The "Liberators:" Image and Reality in the Wehrmacht’s Invasion of the Soviet Union
Saturday, April 16, 2016
Orchestra Room (DoubleTree by Hilton Philadelphia Center City)
David Harrisville
,
History, University of Wisconsin-Madison
Nazi leaders envisioned the invasion of the Soviet Union as a means to seize Lebensraum, annihilate the communist system, eliminate Jewish influence, and kill or enslave the USSR’s Slavic population. In the midst of what scholars have aptly termed a “war of extermination,” however, Wehrmacht units not only terrorized the population; they also distributed food supplies, claimed to offer protection from partisans, and worked to salvage local artwork. Soldiers sometimes went out of their way to hand out candy to Russian children or help civilians with their chores, all the while expressing disgust at what they considered the Soviet regime’s unjust social policies. Such gestures helped to foster a narrative that also gained currency among the wider German public. This narrative recast the invasion as a morally worthy act of liberation, one that would throw off the “communist yoke” and bring freedom to oppressed peoples.
Drawing from thousands of letters written by soldiers on the Eastern Front, as well as institutional documents, this paper explores how the Wehrmacht and its members attempted to style themselves as liberators and the role this played in legitimating a criminal war. The “liberation” rationale undermined the strict racial hierarchies that Nazi leaders sought to enforce, but it proved a powerful means for soldiers to justify the war as a morally-worthy endeavor. It also helps to explain why the Soviet population did not immediately turn against the Wehrmacht and why few soldiers ever admitted wrongdoing after the war.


PROBLEM TO SOLVE | Apart from pictures, transcribe exactly each line from the one containing "At what (x,y)" through the final line of the listing below.

RECORDED DATA |

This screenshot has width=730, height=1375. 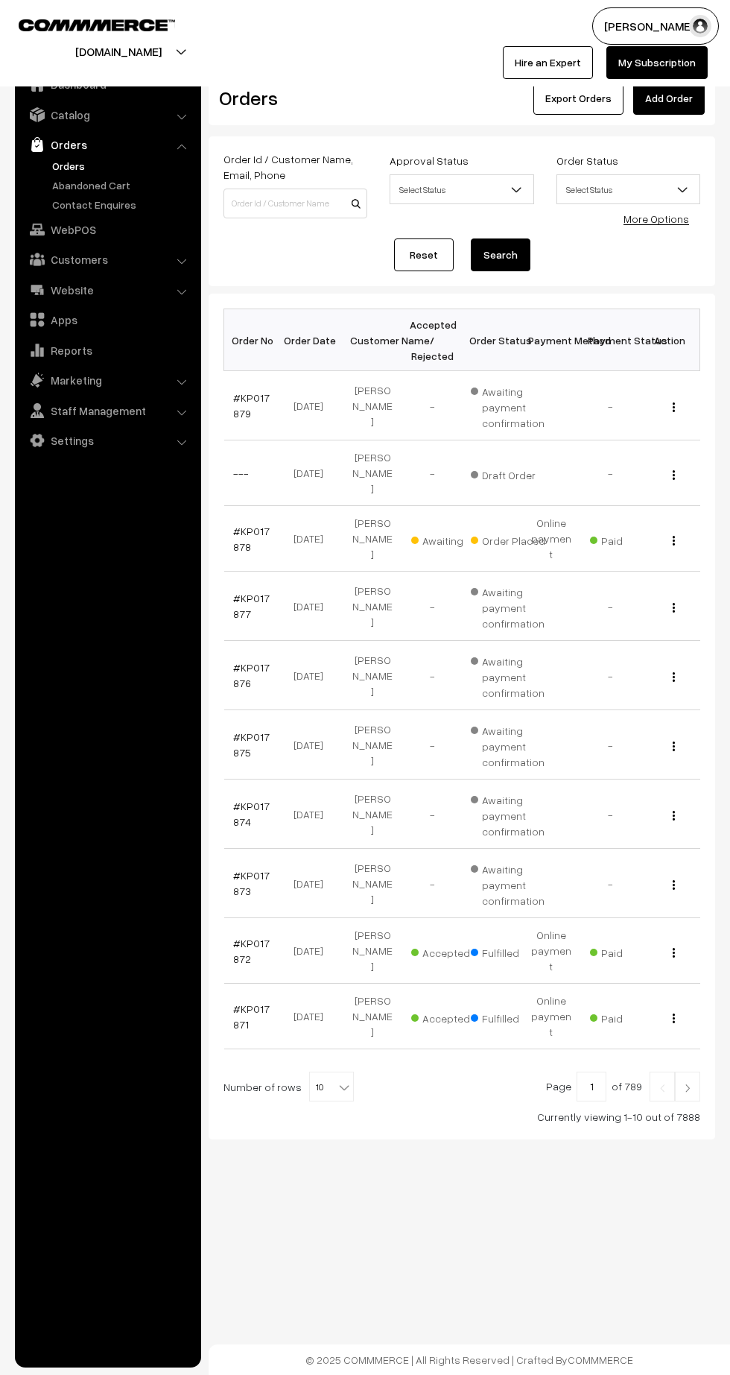 What do you see at coordinates (251, 951) in the screenshot?
I see `a: #KP017872` at bounding box center [251, 951].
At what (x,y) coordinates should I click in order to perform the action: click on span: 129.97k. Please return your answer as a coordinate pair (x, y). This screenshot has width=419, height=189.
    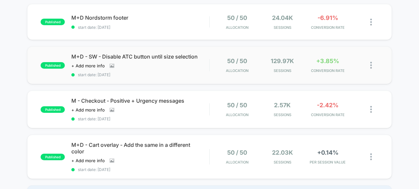
    Looking at the image, I should click on (282, 61).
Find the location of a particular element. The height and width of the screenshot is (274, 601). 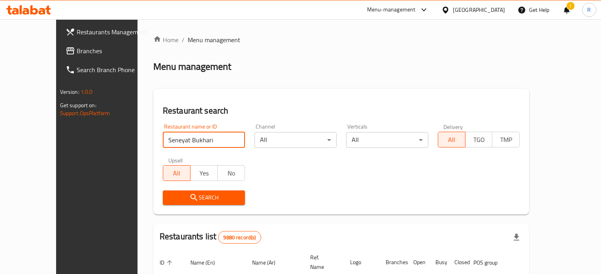

span: Branches is located at coordinates (113, 51).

TASK SOLUTION |
At what (x,y) coordinates should I click in order to perform the action: click on span: 129.97k. Please return your answer as a coordinate pair (x, y). This screenshot has width=419, height=189.
    Looking at the image, I should click on (282, 61).
Find the location of a particular element. The height and width of the screenshot is (274, 601). 

span: Branches is located at coordinates (113, 51).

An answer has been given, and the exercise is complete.